Thomas: The whole point of the user story is to tell a story to the people who need to understand what they’re building or what they’re approving, and make sure everyone’s on the same page. I’ll get to a point where I’m comfortable with it and I’ll get some feedback from either another product manager or an engineering lead.

I found a couple of teams that I work with like the outline, bullet point format. I’ll put those into our cards or put them into the Trello board or just communicate that doc out. Other teams I’ve worked with have wanted a little bit more content around it; they need a little bit more color in order to make sure that we’re all on the same page. So I’ll write out more description around each of the user stories.

 

What’s a Common User Story Mistake, and How Do You Avoid It?

Connolly: The most common mistake that I see is writing stories that prescribe solutions. A good story should describe what the customer wants to do, not how they want to do it. Designing the solution follows from finding the story. And you do that in collaboration with design and your engineering teammates. How do you avoid writing overly prescriptive stories? I think practice and experience is one answer. Even for experienced PMs, soliciting feedback on your stories and your product requirements doc is incredibly helpful.

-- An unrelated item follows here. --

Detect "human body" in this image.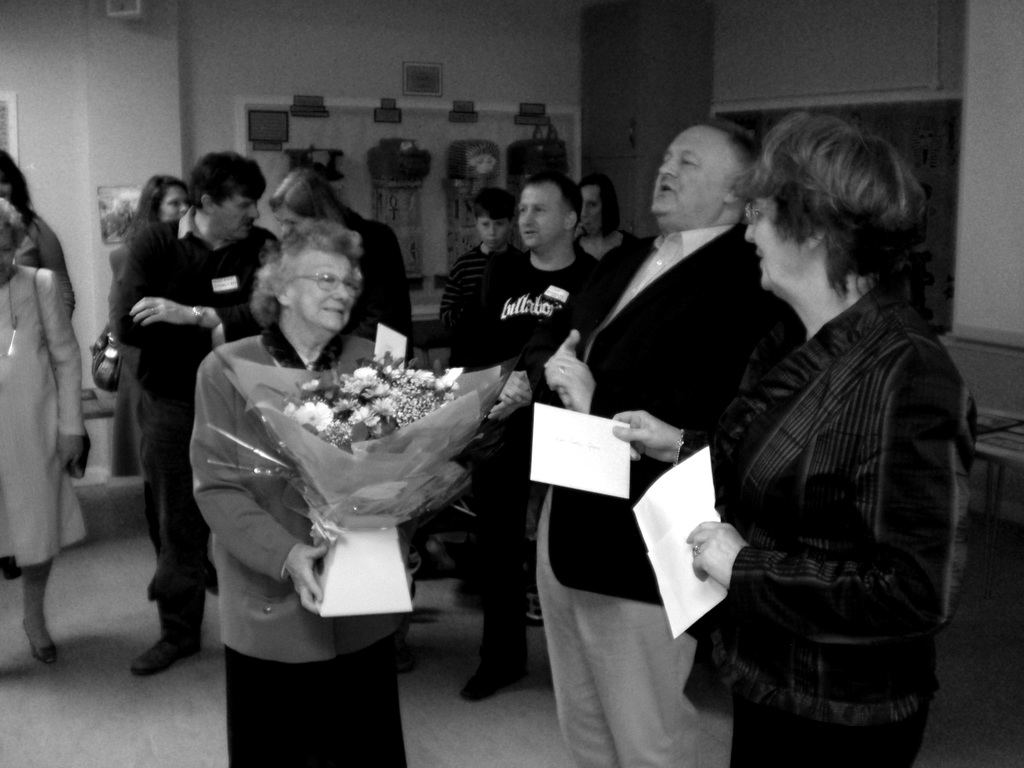
Detection: [449, 177, 617, 689].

Fox: If you are not able to clearly define how the feature is going to work in a way that someone who’s never written or seen the story before can read it and understand it, then the user story is not really doing its job. I think you want to find that sweet spot of just enough detail, just enough specificity, not going overboard but not having too little information — which will cause engineering and design to have a lot of questions. When you leave a lot of unknowns, then you might slow down the development process, because it means that an engineer has to stop, ask you a question and wait for the response.


Thomas: It’s really hard to avoid slipping back into your perspective, the company’s perspective or the product perspective. Those are easy to fall into because you are very interested in it and your team is very interested in it and the product is very interested in it. But the user is not interested in it. A user is interested in getting a task done or learning about something. So I think one of the biggest mistakes is not coming at it from the perspective of the user. The easiest way to avoid that is to read it to someone else and say: “Does this make sense? Would you think this?”